Australia, Aug. 19 -- New South Wales Land and Environment Court issued text of the following judgement on July 18:

1. On 4 July 2025, I dismissed with costs a notice of appeal on the basis that it was incompetent, on the separate applications of each of the respondents: Byrne v Turner Freeman Lawyers [2025] NSWCA 146 (principal judgment). These reasons assume familiarity with the principal judgment.

2. In the penultimate paragraph of the principal judgment, I noted that both respondents sought their costs on an indemnity basis and had served offers of compromise under r 20.26 (read with r 51.47) of the Uniform Civil Procedure Rules 2005 (NSW) (UCPR) on the appellant on 27 May 2025. In circumstances where no submissions were advanced specifically in relation to the offers of compromise, I awarded costs to the respondents on the ordinary basis and directed that, if any party wished to press for a different order for costs, written submissions of no more than 3 pages should be provided to chambers by 9 July 2025, with any reply of the same length to be provided by 14 July 2025. I took that course with a view to giving the respondents an opportunity to press for an order for indemnity costs relying on their respective offers of compromise together with submissions to which the appellant would have an opportunity to respond.

3. On 9 July 2025, the first respondent provided written submissions in support of an order "that the appellant pay Turner Freeman's costs of the proceedings, including the motion filed on 27 May 2025, on an indemnity basis". On the same date, the second respondent provided submissions seeking an order that his costs of the proceeding be paid on an indemnity basis and as a specified gross sum pursuant to s 98(4)(c) of the Civil Procedure Act 2005 (NSW), and further submitting that the Court should consider whether the appellant's solicitor should be asked why those costs should not be ordered against him personally. The second respondent also sought leave to rely on a further affidavit of the second respondent's solicitor on the record, Ms Bartlett, affirmed on 9 July 2025, in support of that relief.

4. On 11 July 2025, I received submissions from the appellant, contending that the appropriate costs order was the one I had made but adding an exclusion with respect to the costs incurred after the delivery of the principal judgment. The appellant resisted the second respondent's application for a gross sum costs order and resisted any consideration of a personal costs order against his solicitor. The appellant did not directly address the offers of compromise made pursuant to the UCPR.

5. Ordinarily, an application under r 36.16 of the UCPR is required to vary the Court's orders. Consistently with order (3) of the orders I made on 4 July 2025, I treated the respondents' respective submissions as applications to vary order (2) of those orders.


## Problem to work on
Please repeat every record exactly, leaving out any pictures.

=== Exercise input ===

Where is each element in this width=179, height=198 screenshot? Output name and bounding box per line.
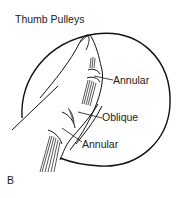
figure-title: Thumb Pulleys <box>15 13 84 25</box>
annular-pulley-top <box>88 69 100 74</box>
thumbnail <box>80 36 89 50</box>
label-annular-top: Annular <box>113 74 149 86</box>
label-oblique: Oblique <box>102 111 138 123</box>
label-annular-bottom: Annular <box>82 138 118 150</box>
thumb-edge-line <box>12 86 58 130</box>
leader-annular-top <box>94 76 113 80</box>
flexor-tendon-upper <box>82 80 96 106</box>
thumb-pulley-illustration <box>0 0 179 198</box>
tendon-fibers-top <box>90 57 95 68</box>
flexor-tendon-lower <box>40 136 60 172</box>
panel-label: B <box>7 174 14 186</box>
thumb-outline <box>40 35 103 150</box>
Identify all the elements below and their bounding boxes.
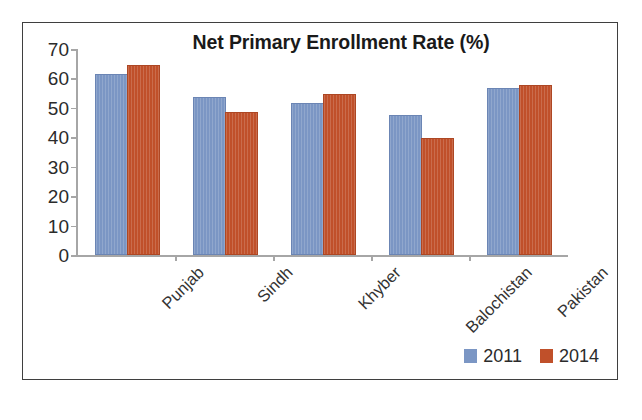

===

## Output of the task
Where is each element in this width=179, height=198 screenshot? Output name and bounding box per line.
figure-title: Thumb Pulleys <box>15 13 84 25</box>
annular-pulley-top <box>88 69 100 74</box>
thumbnail <box>80 36 89 50</box>
label-annular-top: Annular <box>113 74 149 86</box>
label-oblique: Oblique <box>102 111 138 123</box>
label-annular-bottom: Annular <box>82 138 118 150</box>
thumb-edge-line <box>12 86 58 130</box>
leader-annular-top <box>94 76 113 80</box>
flexor-tendon-upper <box>82 80 96 106</box>
thumb-pulley-illustration <box>0 0 179 198</box>
tendon-fibers-top <box>90 57 95 68</box>
flexor-tendon-lower <box>40 136 60 172</box>
panel-label: B <box>7 174 14 186</box>
thumb-outline <box>40 35 103 150</box>
Identify all the elements below and their bounding boxes.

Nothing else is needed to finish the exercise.